His men didn't even have enough combat skills to serve as a speed bump for these professionals. The only reason their defensive line hadn't been completely wiped out in the opening minutes was entirely due to the terrifying combat presence of Jeanne and Kal'tsit. If they wanted to see a miracle tonight, they desperately needed fresh reinforcements.
"I sent out an encrypted long-range distress signal hours ago," Kal'tsit stated, her face a mask of cold, calculated precision. "Babel's premier elite operators are currently rushing toward our coordinates at maximum speed. If their journey isn't slowed down by weather variables..."
The ancient doctor paused, looking up to analyze the thick, storm-choked sky before checking the digital screen of her wrist communicator to verify the timeline.
They are projected to reach our defensive line right before dawn. If we want to get out of this alive, our only directive is to use every single tactical asset we have to hold this exact spot until first light!"
Kal'tsit's voice carried a chilling, absolute weight that showed she wasn't spinning comforting lies. But the reality she was demanding was brutal: sunrise was still a staggering four to five hours away, while a professional mercenary detachment of this size had the coordination to wipe out a civilian camp in under twenty minutes.
The Lupo commander swallowed hard, cold sweat plastering his fur. Up above, the final searchlight shattered into a shower of glass from a sniper's bullet, and a few wet, heavy thuds echoed from the barricades as several frontline drivers took high-velocity rounds straight to the head.
Across the darkened perimeter, the only remaining light came from the erratic, dancing flames of their burning trucks. Looking out into the midnight dark, the defenders watched a massive, shimmering sea of red light particles drifting through the brush like a swarm of predatory fireflies—a sight that filled their hearts with pure terror.
Those glowing eyes didn't look beautiful; they were the physiological proof of the Sarkaz mercenaries' infection, their crimson eyes burning with a predatory light as the smell of fresh blood triggered the violent impulses of their biology. They were alpha wolves circling a pen of trapped sheep, completely intent on tearing the front line to pieces.
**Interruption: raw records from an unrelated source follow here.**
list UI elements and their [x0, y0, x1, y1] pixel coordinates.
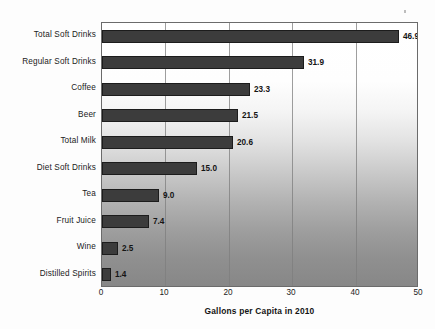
x-tick-label: 10 — [159, 288, 168, 297]
x-axis-title: Gallons per Capita in 2010 — [101, 306, 418, 316]
category-label: Fruit Juice — [0, 216, 96, 226]
category-label: Wine — [0, 242, 96, 252]
bar-value-label: 1.4 — [115, 269, 126, 280]
bar-chart: Total Soft DrinksRegular Soft DrinksCoff… — [0, 0, 435, 329]
bar-value-label: 46.9 — [403, 31, 418, 42]
bar-row: 9.0 — [102, 189, 418, 202]
x-tick-label: 20 — [223, 288, 232, 297]
bar-row: 21.5 — [102, 109, 418, 122]
category-label: Diet Soft Drinks — [0, 163, 96, 173]
bar-value-label: 23.3 — [254, 84, 270, 95]
category-label: Tea — [0, 189, 96, 199]
bar-value-label: 31.9 — [308, 57, 324, 68]
x-axis: 01020304050 — [101, 288, 418, 304]
bar-row: 1.4 — [102, 268, 418, 281]
bar-row: 23.3 — [102, 83, 418, 96]
category-label: Total Milk — [0, 136, 96, 146]
bar-value-label: 9.0 — [163, 190, 174, 201]
bar — [102, 189, 159, 202]
bar-value-label: 2.5 — [122, 243, 133, 254]
bar-row: 2.5 — [102, 242, 418, 255]
category-axis: Total Soft DrinksRegular Soft DrinksCoff… — [0, 22, 96, 287]
x-tick-label: 0 — [99, 288, 104, 297]
bar — [102, 56, 304, 69]
bar — [102, 268, 111, 281]
bar-row: 31.9 — [102, 56, 418, 69]
bar-value-label: 20.6 — [237, 137, 253, 148]
bar-row: 46.9 — [102, 30, 418, 43]
bar — [102, 162, 197, 175]
bar-row: 20.6 — [102, 136, 418, 149]
bar — [102, 136, 233, 149]
bar — [102, 215, 149, 228]
image-artifact-speck — [404, 10, 406, 13]
bar — [102, 109, 238, 122]
bar-row: 7.4 — [102, 215, 418, 228]
category-label: Total Soft Drinks — [0, 30, 96, 40]
bar-value-label: 7.4 — [153, 216, 164, 227]
x-tick-label: 30 — [286, 288, 295, 297]
category-label: Beer — [0, 110, 96, 120]
bar-value-label: 21.5 — [242, 110, 258, 121]
category-label: Coffee — [0, 83, 96, 93]
category-label: Regular Soft Drinks — [0, 57, 96, 67]
bar — [102, 83, 250, 96]
bar-value-label: 15.0 — [201, 163, 217, 174]
bar — [102, 30, 399, 43]
bar — [102, 242, 118, 255]
category-label: Distilled Spirits — [0, 269, 96, 279]
x-tick-label: 50 — [413, 288, 422, 297]
bar-row: 15.0 — [102, 162, 418, 175]
x-tick-label: 40 — [350, 288, 359, 297]
plot-area: 46.931.923.321.520.615.09.07.42.51.4 — [101, 22, 418, 287]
Of course, Jeanne remained firmly planted at the absolute center of the defense, her signature flag staff whistling through the air with loud sonic cracks as she cleared her immediate area. The sheer force behind her swings sent a clear warning to the surrounding enemies: Anyone who steps into this arc is getting their bones turned to dust.
An instant later, Jeanne tapped into her power, her holy blade erupting with a localized burst of specialized fire as she cut down an advancing shock trooper. The flames wrapped around his armored body instantly, turning his entire physical form into a pile of clean ash before he could even finish his step.
The intelligence our bosses gave us are completely wrong, the surrounding Sarkaz mercenaries thought, their eyes narrowing as they instinctively slowed their advance around Jeanne's sector. That woman's strength can't be measured by normal standards; she's a total wildcard!
Forming a loose, cautious ring around Jeanne's position, the predatory mercenaries began altering their strategy, aggressively calculating exactly what kind of special traps or high-yield suppression arts it would take to finally bring this terrifying woman down to her knees.